My original metaphor for curriculum gives the presence of the machinery of learning, such as the bar itself being a chain of bars throughout the country representing the same basic concept replicated over and over again. However, my metaphor has become more complex because I noticed Ted Aoki and Ralph Tyler sitting at the bar and had a conversation with them.

Now the new version:

To me curriculum is a game of darts in the bar, where success is not always hitting the dartboard but with the game itself.

Aoki would tell us that curriculum shouldn’t always be planned but also be lived (1993). If one paid close enough attention you would notice the dart hit the poster next to the dart board that showed Jasper National Park. Although the learners are still playing darts, the conversation about the park, how bird feather was found, and how it looks similar but different to the feathered fins on the dart has already added personal meaning and depth to the game. I always enjoyed having these conversations with students that would take me away from the dart board, but never thought of how important those moments are, and how they are described as “the lived curriculum” by Aoki. I feel more comfortable in giving students time to explore the lived curriculum, and have the ammunition in applying a theoretical framework in justifying my actions.

I also find Ralph Tyler sitting at the bar. Who knew he was the one who gave the basic blueprints as to how the bar could be run as efficiently as possible! However, the blueprints are quite general, and it doesn’t necessarily mean that a bar has to be built to play darts, or that darts has to be the game. I feel Tyler’s principles on curriculum development and instruction (1949) are a logical set of principles that can be universally understood. However, this is my own anthropocentric view, and must understand that I am a product of the system itself, and my thoughts on curriculum, and my thoughts on how I process information are distinctly of Tyler’s doing.

Reflecting upon the poster of lacrosse on the wall, I realize that post-humanism may have a place in education and that of decolonizing education.

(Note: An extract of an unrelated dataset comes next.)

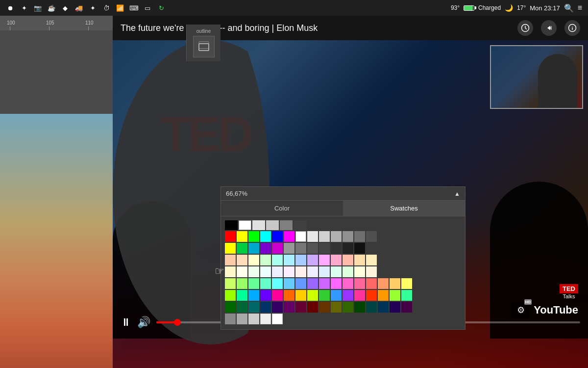  What do you see at coordinates (360, 295) in the screenshot?
I see `swatch-b12` at bounding box center [360, 295].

The movement of post-humanism is overall a challenging process for me to understand, as I don’t have an anchor to start from. Being a human, it is natural to make connections from myself to everything around me. However, from my interpretation those connections are ones that have already been explored by First Nations people throughout the globe, who interpret their world with an alternative perspective and have thought less of humans that conquer all and more to the inter-connectedness between all matter in space surrounding them. For Aoki, this lens is already part of the lived curriculum, and the story itself, even in a post-humanist perspective, is part of the curriculum. Considering post-humanism in curriculum, I think the first step in self reflection is how little I know of the subject, and how moving forward with post-humanism is itself a big (D)iscourse in curriculum.

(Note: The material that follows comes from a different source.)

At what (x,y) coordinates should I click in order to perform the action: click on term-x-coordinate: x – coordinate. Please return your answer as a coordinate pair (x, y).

Going back to the game of darts we notice lots of commotion in the room. Everyone is standing two meters apart with the bartenders, servers and bouncers all talking about the dart video game. The bar has lost all of its patrons, as everyone either connected synchronously or asynchronously with the game through this bar. 

Here emerges Marshall McLuhan (1988), and he asks us to question the dart video game as to what it enhances for the players, what does the game make obsolete that was there before when the players were in the bar, how does the game retrieve skills that were taught  or lost before, and what will happen if players just stick to playing the dart video game without ever stepping foot back into the bar? No one could answer McLuhan’s questions, as the online environment had hastily been put into place. In addition, all the servers are trying to teach the video game remotely and the bouncers are continuously putting new rules on which console to use. As well, the servers are telling the players that certain buttons can’t be pressed on their controllers at home and are asking players to put tape of them as prescribed by the bouncers. 

Just then, Vgotsky just walks into the room. His footsteps shake the wooden planks that vibrate throughout the building. Vgotsky takes a look around and only sees bartenders, servers, and bouncers. He asks how can you run a bar when all of your patrons are playing video games online and aren’t talking to each other? How are they going to become better players when they have no one to practice with? Vgotsky explains that students build their cognitive development from their social interactions (1978).

From the chaos one thing is clear, a loss of human connection between each other and a need in setting up guidelines and expectations for learner-to-learner communication. Over the last three weeks I have been talking to the patrons in the bar and reading the books which have been past down. Maybe the bar will be filled in September, but in the meantime it is better to be proactive and make a change if we are back to dartboard video games.

 

References:

Aoki, T. T. (1993). Legitimating lived curriculum: Towards a curricular landscape of  multiplicity. Journal of Curriculum and Supervision, 8(3), 255-268.

McLuhan, Marshall and Eric McLuhan. 1988. Laws of Media: The New Science. University of Toronto Press.

Moore, M. G. (1989). Three types of interaction. The American Journal of Distance Education, 3(2), 1-6.

University of Chicago, & Tyler, R. W. (1949). Basic principles of curriculum and instruction: Syllabus for education 305.

Vygotsky, L., & Cole, M. (1978). Mind in society. Harvard University Press.